Unusually for a Roman poet of the period, Horace himself takes a central role in his poems. They dramatize his personal experiences and depict his everyday world, although particular incidents are often drawn from earlier classical models. He mixes calm serenity with blazing passion: he can warn the reader to be guided by ‘the golden mean’, while in a different poem declaring that he prefers his wine triple-strength, urging: ‘I hate your penny-pinching handfuls – scatter roses generously!’

Horace referred to his odes as carminae, ‘songs’, although it is not certain whether they were set to music or simply recited to the accompaniment of a lyre. Their simplicity is deceptive, and their structure, adopting various metrical styles, was highly innovative for Rome. Horace was the first Roman poet to write a significant body of lyric verse, and he claimed to be the first to draw on the classical metres of 7th-century Greek poets Sappho and Alcaeus, and (in some of the more stately odes) the traditional master of the public ode in the 5th century, Pindar.

The Odes provided both an image of society in Horace’s own day and a model of patriotism and civilized values for the centuries that followed. However close to reality the character he presented in his poetry may have been, the restraint, affection, and easy-going irony that it exemplified were a lasting moral influence. Those qualities, along with Horace’s technical mastery, his occasional deprecating references to himself – he is no soldier, he suggests, and tells how he threw away his shield to escape at Philippi – and above all his all-embracing humanity have given his poetry enduring appeal.

For one thing, some of Horace’s lines have gained a life of their own, so we have, for example, Carpe diem! (‘Seize the day’) and Nil desperandum (‘No cause for despair’).

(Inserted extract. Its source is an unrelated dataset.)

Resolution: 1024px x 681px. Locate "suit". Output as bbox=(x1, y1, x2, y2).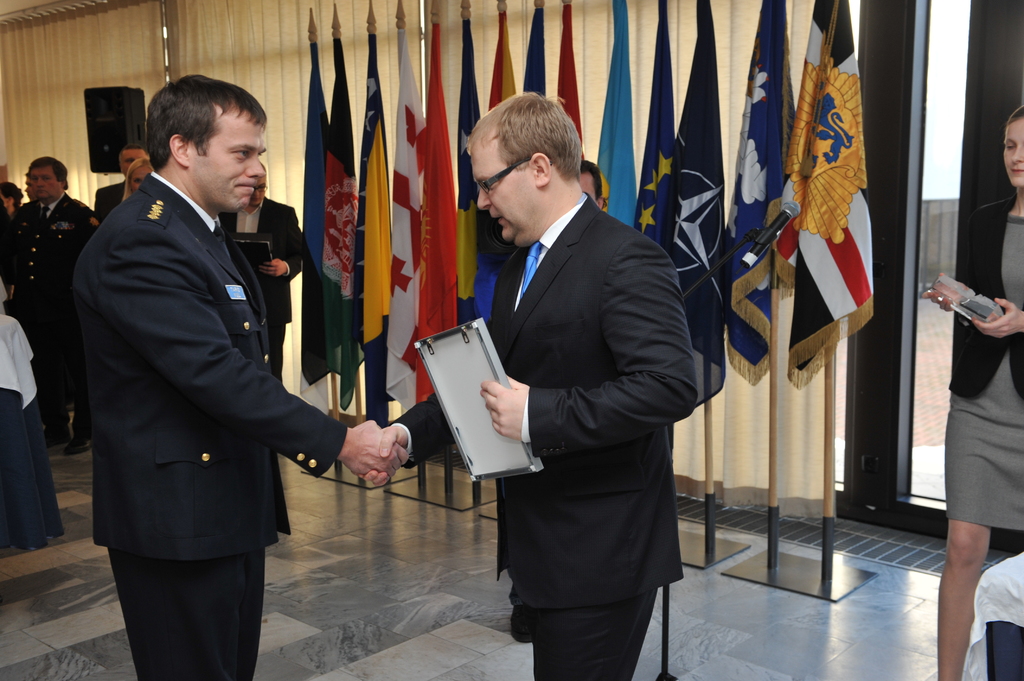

The concept of aurea mediocritas, ‘the golden mean’, which Horace borrowed from the Greeks, remains familiar; and it is to Horace that the 19th century owed the popular aphorism dulce et decorum est pro patria mori (‘it is sweet and fitting to die for your country’), which was given a bitterly ironic twist as ‘the old Lie’ in Wilfred Owen’s famous war poem ‘Dulce et decorum est’ (see page 243/4).

But the literary influence of the Odes is much more than that of a collection of Latin tags. Five hundred years after his death they were being quoted by St Jerome, one of the first Latin translators of the Bible. In the early 14th century, Dante, in the Divine Comedy, placed Horace alongside Homer and Virgil as one of the three great poets of the ancient world. His influence is clear in the poems and plays of Ben Jonson and Shakespeare, while his imitators over the centuries have included the Renaissance writers Ariosto and Montaigne, John Milton and Andrew Marvell from England in the 17th century, and Alexander Pope and John Dryden in the 18th. ‘Horace still charms with graceful negligence, / And without method talks us into sense,’ wrote Pope in his Essay on Criticism. The 18th-century polymath Voltaire was a French admirer, and Lord Byron – even though he referred to ‘Horace, whom I hated so’, thinking back on painful Latin lessons as a boy – offered his own versions of the Odes and other poems. The echoes are there in the poems of a quite different 19th-century poet, Gerard Manley Hopkins, as well as in W.H. Auden in the 20th, who applauded Horace’s ability to look at ‘this world with a happy eye / but from a sober perspective’. As that quotation suggests, it was not only Horace’s technical skill and classical learning that attracted these and scores of other poets from all over Western Europe, but also the character of the poet that emerges in the Odes.

Horace knew that while life was ephemeral, words might be forever. In the third book of Odes he staked his claim to a long legacy with the words Exegi monumentum aere perennius / regalique situ pyramidum altius, which Ezra Pound translated a millennium later as ‘This monument will outlast metal and I made it / More durable than the king’s seat, higher than pyramids.’ And so it proved to be.